More companies are also matching employees gifts to the arts.While the practice has long been followed for worker donations to colleges and universities, it has only been more recently that companies have matched employee giving for cultural activities. Today more than 100 companies have matching programs. Many match dollar for dollar, like Exxon. But some give two-for-one (Atlantic Richfield Foundation) or even three-for-one (Time Inc., up to $3,000 a year).

In the future, one of the fastest growing areas of corporate giving may not involve direct dollars at all, but "in-kind" services.Dozens of companies now denate computer time, office space, or savvy business management to charitable groups. One example: The Karmazin Products Corporation, a Wyandotte, Mich., manufaturer of air-cooled industrial radiators, buses youngsters four times a year to hear the Detroit Symphony's children's performances.

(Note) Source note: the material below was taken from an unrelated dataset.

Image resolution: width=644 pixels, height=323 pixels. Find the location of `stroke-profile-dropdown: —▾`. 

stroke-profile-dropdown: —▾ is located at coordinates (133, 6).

Seattle business people are volunteering time to help out local arts groups with marketing, fund-raising, and bookkeeping under a five-year-old program initiated by the New York Arts and Business Council Inc. Such "skills-bank" programs are gearing up in Los Angeles, Philadelphia, and Houston as well.

Despite this seeming flourish of philanthropy, however, the corporate world's overall record on nonprofit giving is far from kingly. Of the more than 2 million corporations in the country, fewer than 30 percent make any charitable contributions at all, and these tend to give an average of 1 percent of taxable income (although money also comes out of promotion and advertising budgets).

Getting more out of donors may prove to be about as easy as conducting with a sculling oar. In today's less-than-robust economy, some businessmen complain that now is not the time for huge giveaway programs.

The real untapped resevoir may be the hundreds of small-and mid-sized companies that now don't give at all. This is one group targeted for pump-priming by President Reagan's specially appointed Task Force on the Arts and Humanities -- an ensemble of business, arts, foundation, and academic leaders. The group is juggling several tax ideas to spur more giving.

"What we have to do is broaden the base of corporate giving," says Daniel J. Terra, Mr. Reagan's ambassador at large for the arts. Yet many see little chance of any task force-initiated tax measures surviving a budget-weary Congress. One key to the charity drive may be the President himself. Some are urging him to trumpet personally the case for volunteerism, although other argue it would be "beneath the presidency" to do so.

Beside patchy giving, corporations are often faulted for not straying far beyond their corporate backyards. What about the communities with no big industries?

Many artist worry about corporate censorship or "control" of their work. But , contends Alvin Reiss, director of an arts mangement program at Adelphi University, businesses today are "smart enough to know that if they try to exploit the arts, they will get egg on their face." More worrisome may be what happens to the first when the corporate spigot turns off, perhaps due to an economic slump or the decision of a capricious executive. Leonardo da Vinci himself once complained that the "Medici have made me and broken me."

Others would like to see more funds going to the avant-garde artist instead of conservative, safe institutions and big-drawing exhibitions (the "King tuts").

The arts face other problems as well. They are inherently inefficient and labor intensive: poems and paintings are crafted, one at a time. No new electronic marvel is going to come along and reduce the number of strings in a symphony (musicians hope!).

Today the country is riding a crest of cultural activity. Since 1965, the number of symphony orchestras and opera companies has doubled, theater troups more than quadrupled, dance groups multiplied 10 times, and the number of community-based arts groups has shot from 150 to more than 2,000.

All of which helps explain the current economic dilemna: More groups are chasing a shrinking pool of funding. Ultimately, the survival of the arts will probably depend on what they know best -- rsourcefulness and creactivity."Easy money isn't there anymore," sums up W. Grant Brownrigg, executive director of the American Council for the Arts in New York. "Groups are going to have to become more self-reliant, more ingenious."